Debates between major candidates should be a boon to the democratic process. With television and online coverage, vigorous follow-up conversations among citizens, and reactions on blogs both outrageous and sensible, the marketplace of ideas should be well-served and invigorated.
But that rarely turns out to be the case, and ABC News' Charles Gibson and George Stephanopoulos demonstrated again last week why voters are consistently denied the potential benefits of such face-to-face occasions. And if the proposed CBS show in North Carolina comes off April 27, we'll get to see the embattled Katie Couric try to show her chops and salvage her career.
That's precisely the problem. The "debates" are really about the networks and personalities who host them. As one experienced political watcher revealingly said of the alleged need of another debate, "CBS does need that break and Katie needs that break."
Well, give us a break. We need something much better, and so do the candidates.
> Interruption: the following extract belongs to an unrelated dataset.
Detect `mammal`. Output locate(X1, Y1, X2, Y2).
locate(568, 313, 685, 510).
Harassing them further with irrelevances simply to perk up a failed star's ratings is an abuse of both journalism and democracy.
Gibson and Stephanopoulos are quite competent at their regular jobs, a nightly news broadcast and Sunday talk show. But last week's prime-time broadcast was primarily about punching their tickets for this campaign season.
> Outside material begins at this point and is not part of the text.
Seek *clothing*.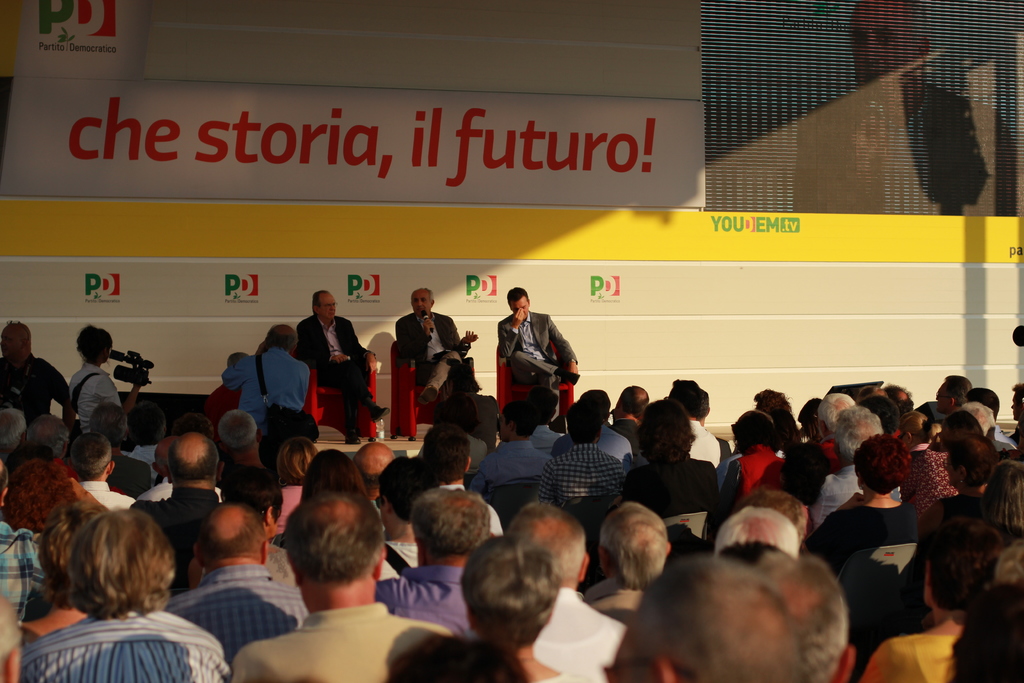
box(68, 357, 121, 433).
The most revealing evidence was their beating anew of a couple of dead-horse stories: Barack Obama's off-the-wall pastor and Hillary Clinton's fairy tale about Bosnian snipers.
Each candidate has responded to those deep embarrassments dozens of times. While their explanations -- Clinton stupidly made it up, Obama reacted ineptly -- are wholly insufficient, that's all they can or will say on those subjects. The hosts' doggedness was calculated only to invent a "gotcha" even this late in the game.
And then there were the now-obligatory "concerned-citizen questions," which are neither spontaneous nor revealing, including the one about why Obama does not wear a flag pin.
The two-hour show -- the actual "debate" being much shorter than that, because of numerous commercials -- was merely a dodgeball game for the candidates (face it, network execs and anchors, these candidates are smarter than you) and a testosterone evaluation for the hosts. Left out were the informational needs of voters, who became merely props for the networks.
If we must have debates for the general election, we need a series of actual conversations on specific issues -- such as the economy one time, foreign affairs the next -- with experts in those fields asking the questions and challenging the responses.
We could start with one devoted to the silly nonissues, just to get those out of the way so voters can, in the others, hear in depth what each candidate intends to do once in office.
We might even allow journalists to moderate the "gotcha" event, since they are so enamored of the genre, then turn the rest over to knowledgeable academics and professionals. This might necessarily involve pairs of questioners, as few true experts lack a point of view of their own. But better that potential cumbersomeness than the existing showbiz foolishness.